Surprisingly, it takes little time for the peace that once graced the village to collapse. At the center are two emerging opponents: there is Franz who, as a conscript in the Wehrmacht, contemplates refusing to take the oath to Hitler. On the opposing side are the villagers who wholeheartedly embrace the Anschluss. Home for now, in between training sessions with the army, Franz knows that his next time in uniform will bring the dreaded ceremony. His disinclination to embrace the Nazi culture, now gathering steam in St. Radegund, evokes contempt among his neighbors. The hostility deepens with the growing recognition that Franz will likely not take the oath. The hotheads goad him; the mayor shames and reviles him.

What is yet more compelling is Franz’s struggle to speak his mind regarding his decision and to hear some kindred voice. The parish priest counsels him to take the oath: consider the “consequences,” he warns. Even his bishop in Linz is clearly afraid for himself if he were to encourage Franz in any way that opposed the Reich. The few villagers sympathetic to Franz offer no significant help to their friend, caught as they are between worry and despair. Fani remains true to her husband from beginning to end, and their love for one another proves a great source of freedom for Franz; but there is no doubt that her ability to understand him is limited. The demands on Franz’s conscience increasingly isolate him.

Franz, we learn, objects to the killing of innocents in the Nazi invasions, which he witnesses in a black-and-white newsreel. It is a factor that weighs on him, knowledge that he cannot ignore if he is to be true to his conscience. At the same time, there is the seeming emptiness of his refusal to take the oath. Once he finally refuses and begins his journey through prison to trial, Franz is repeatedly counseled that his choice will make no impact on the Reich, or on the outcome of the war. He is counseled in other ways too, with weapons of persuasion: beatings, isolation from his family, and the prohibition on speech in the prison yard. For his part, Franz judges no one for taking the oath and makes no denunciation of his captors. Outside of St. Radegund and the narrow corridors of the military penal system, no one even knows of his plight. As he is driven from prison to courtroom through the streets of Berlin, he passes unnoticed. His refusal appears to have no significant weight outside of the consequences that it bears for his life and his family.

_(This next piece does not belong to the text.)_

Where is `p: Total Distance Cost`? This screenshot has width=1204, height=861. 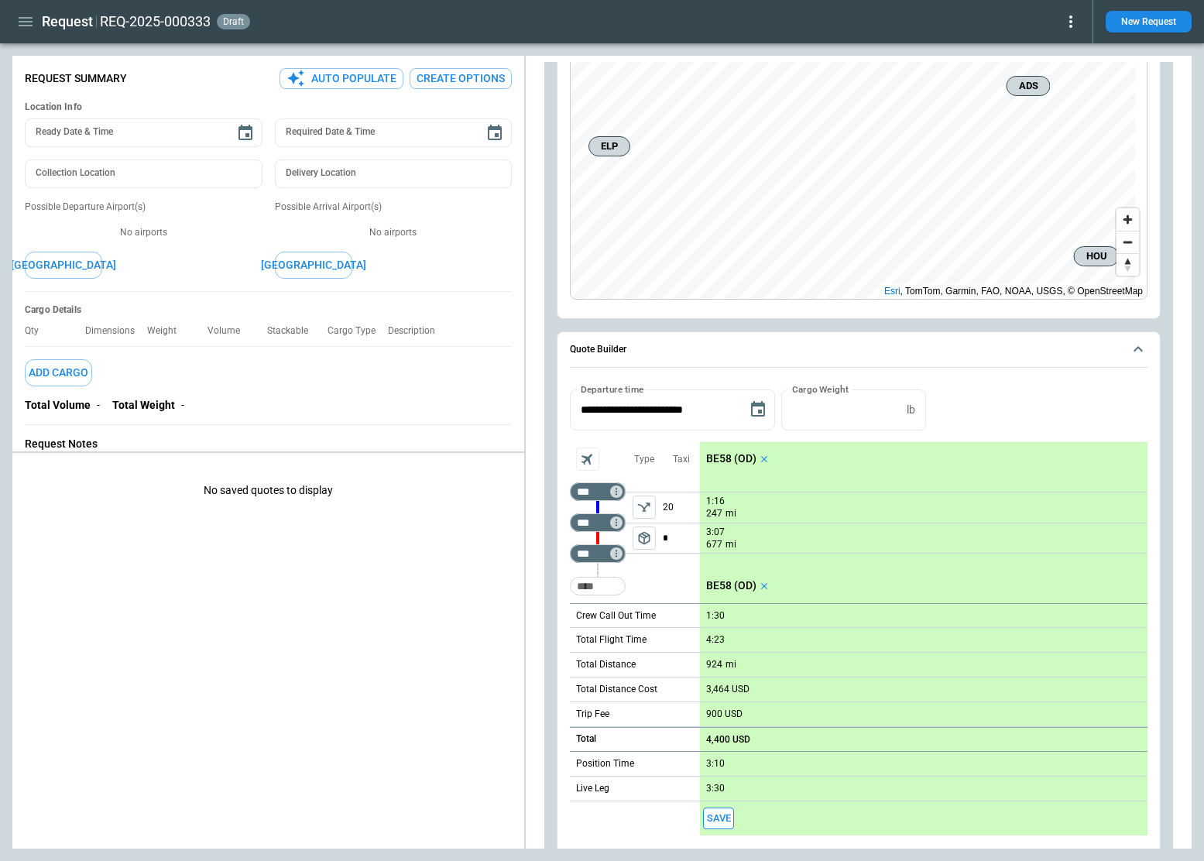 p: Total Distance Cost is located at coordinates (616, 689).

For all of the heavenly, mountainous imagery captured for our viewing, there is no clarion sound from above, no audible voice that we can say is God’s. Still, there is a moment when it strikes us that Franz hears a calling: while waiting to return to the army, he is walking by the woods near St. Radegund, and something in the depth of the trees seems to hold him. The camera angle at this juncture is not, as it might well be in a Malick film, ascending upwards to the treetops. Franz is not gazing heavenward; rather, the angle is on his profile, facing the woods, seeking out or responding to something hidden from us but clearly sensed by Franz. He is focused but agitated. The moment is a definitive crossroads: he can act on what he hears in his conscience, hidden like the voice in the woods, or he can leave the woods behind in order to avoid the measurable consequences in store if he refuses to take the oath.

Throughout A Hidden Life, with the exception of Grüss Gott and some sweet exchanges between Franz and Fani, German is the language of coarseness, anger, and violence. Hitler incites the crowd. The village mayor spews a crazed, extended rant. Sadistic prison guards spit their vulgarities in Franz’s face. A tribunal officer rages at him. All of this is spoken in German.

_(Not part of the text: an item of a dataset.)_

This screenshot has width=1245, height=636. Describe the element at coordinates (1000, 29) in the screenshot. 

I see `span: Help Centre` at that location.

Late in the film, at a moment when Franz sits alone, we hear another voice-over. The camera zooms in on his haggard face. We don’t see him say anything; we just hear him. Softly, he speaks, “Vater unser im Himmel . . .” (Our Father in heaven). It is the Lord’s Prayer. The coarse, violent German, repeatedly thrust at Franz, finally gives way to the tender cry of a suffering son for his father. Speech is redeemed by a prayer, ancient but called to memory in the freedom found only when a man has nothing left but God.